The Linguistics Department mourns the loss of Dr. Richard “Dick” McGinn, 78, who passed away on March 26 at O’Bleness Memorial Hospital, in Athens, Ohio.
Friends, colleagues, and students will remember him for the multiple roles he embraced during a life of purpose. As a teacher, professor, mentor and scholar, he lived with compassion, humility and humor, encouragement, and patience. He came to Ohio University in 1977 and retired in 2011.
“The Department of Linguistics want to express our deepest sympathies to the McGinn family for their loss,” said Dr. Christopher Thompson, Associate Professor and Chair. “Dick hired many of the senior faculty members in the department now and worked with us tirelessly in multiple ways until retirement. He continued to communicate with us regularly even after retirement, always interested in what was going on, delivering a funny joke or a kind word as he saw fit. His presence will be greatly missed!”
To complement what the McGinn family has already made available, the Linguistics family is currently putting together a more comprehensive memorial that reflects the professional memories and the impact that McGinn had on the department within its alumni Facebook page.
McGinn was born on Dec. 23, 1939, in Spokane, WA, to Richard and Catherine McGinn, the second of their five sons. He attended Gonzaga Prep, and Gonzaga University, after which his interest in English literature and philosophy led him toward a master’s degree in linguistics. He was in the third group of Peace Corps Volunteers, serving in the Philippines where he began studying Southeast Asian languages. This study would be the drive of his remarkable professional career, going on to receive a Fulbright Scholarship to teach in Indonesia, earn a Ph.D. from University of Hawaii, and become chair of the Ohio University Linguistics Department and Southeast-Asia studies program.
Many years after his own Fulbright experience, McGinn was a welcome face for alum Victoria Augustine, charged with managing the Fulbright programs in Indonesia and Malaysia on behalf of the State Department in 2007. It was her first business trip to New York City, and she had to deliver welcoming remarks to a panel of experts. “The first expert I noticed at the table was Dr. Richard McGinn. He jumped up and gave me a huge hug—elated to see one of his linguistics grads at the table. I was overjoyed to know that (contrary to popular belief), it isn’t only Harvard, Stanford and Yale represented in prestigious exchanges like Fulbright. Ohio University has been an active participant in the Fulbright Program for decades. They’ve hosted foreign students and scholars in Athens, sent American students and scholars abroad, and gotten involved in selection panels and expert meetings throughout the process.
“Although that first business trip was nearly a decade after my graduation, Dr. McGinn’s presence that day brought me right back to Ohio and the significance of my education at OU,” Augustine adds.
While training future Peace Corps volunteers in 1967, he fell in love with, and eventually married, Judy Rae Brooks. They raised two children, Andrew and Colleen, in Athens.
McGinn was an accomplished linguist, a wonderful father and husband, and a champion for local democracy and public health in his retired life. Working with the Athens County Bill of Rights committee, he successfully led the charge for a ballot initiative to let the public vote on whether to continue to allow Athens County to be a dump site for toxic fracking waste. While the measure was struck down multiple times by local courts and the Ohio State Supreme Court, the latest ballot initiative is currently in deliberation.
McGinn edited a high-profile volume Studies in Austronesian Linguistics, which includes top researchers of discourse-functional linguistics.
In addition to his achievements as a scholar, activist, husband and father, McGinn had an incredible variety of interests. He was an expert fisherman of Midwestern and Appalachian waters, and there was never a better spoons player in Appalachia. His interests in literature made him an avid reader across many subjects including Ohio History, modern political thought, Shakespeare, and Jung. He also won 2nd prize in the first Brewmaster competition he ever entered, and he never missed a Gonzaga basketball game. He built his own canoe out of Cedar wood, published a reader in Indonesia to preserve a disappearing language called Rejang, and saw “The Good, Bad, and the Ugly” at least 30 times. He was convinced that “the meaning of life is the spread of happiness.”
A memorial was Sunday, April 8, 4 p.m. at ArtsWest, 132 State St., Athens, Ohio.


§ EXERCISE OBJECTIVE
Beginning with the line that holds "pyautogui.click(x=<x>, y=<y>)" in the data below, give again every line through the one that holds "Image resolution: width=1141", exactly as written.

(Beginning of AVAILABLE DATA)

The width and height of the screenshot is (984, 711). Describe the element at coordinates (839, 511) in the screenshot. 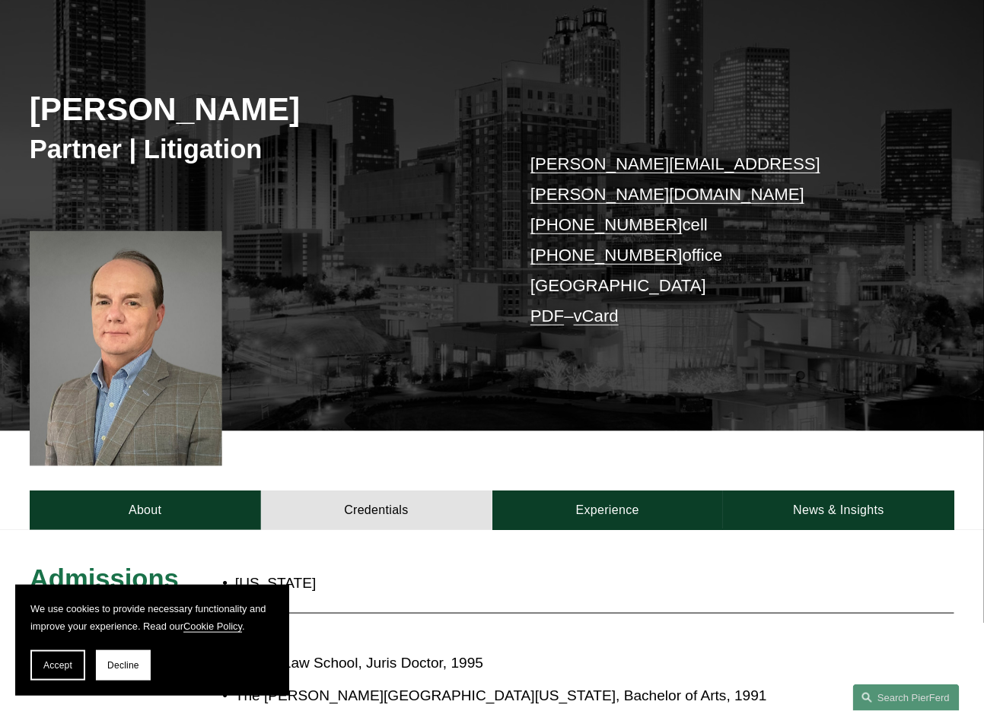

(End of AVAILABLE DATA)
(Beginning of AVAILABLE DATA)

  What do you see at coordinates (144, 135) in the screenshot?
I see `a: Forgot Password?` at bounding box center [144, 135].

(End of AVAILABLE DATA)
(Beginning of AVAILABLE DATA)

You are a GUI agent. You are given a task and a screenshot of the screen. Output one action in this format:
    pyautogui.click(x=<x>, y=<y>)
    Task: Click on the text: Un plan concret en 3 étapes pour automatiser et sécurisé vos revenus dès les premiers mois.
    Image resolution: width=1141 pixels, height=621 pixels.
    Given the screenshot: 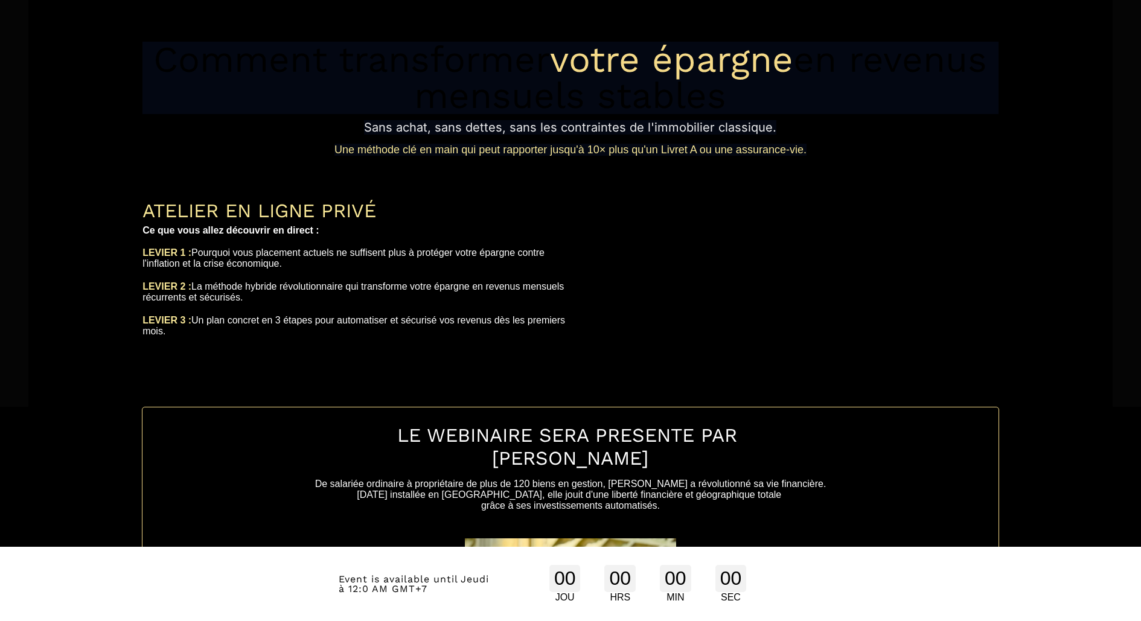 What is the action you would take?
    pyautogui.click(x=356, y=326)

(End of AVAILABLE DATA)

§ RESPONSE TO THE TASK
    pyautogui.click(x=<x>, y=<y>)
    Task: Click on the text: Un plan concret en 3 étapes pour automatiser et sécurisé vos revenus dès les premiers mois.
    Image resolution: width=1141 pixels, height=621 pixels.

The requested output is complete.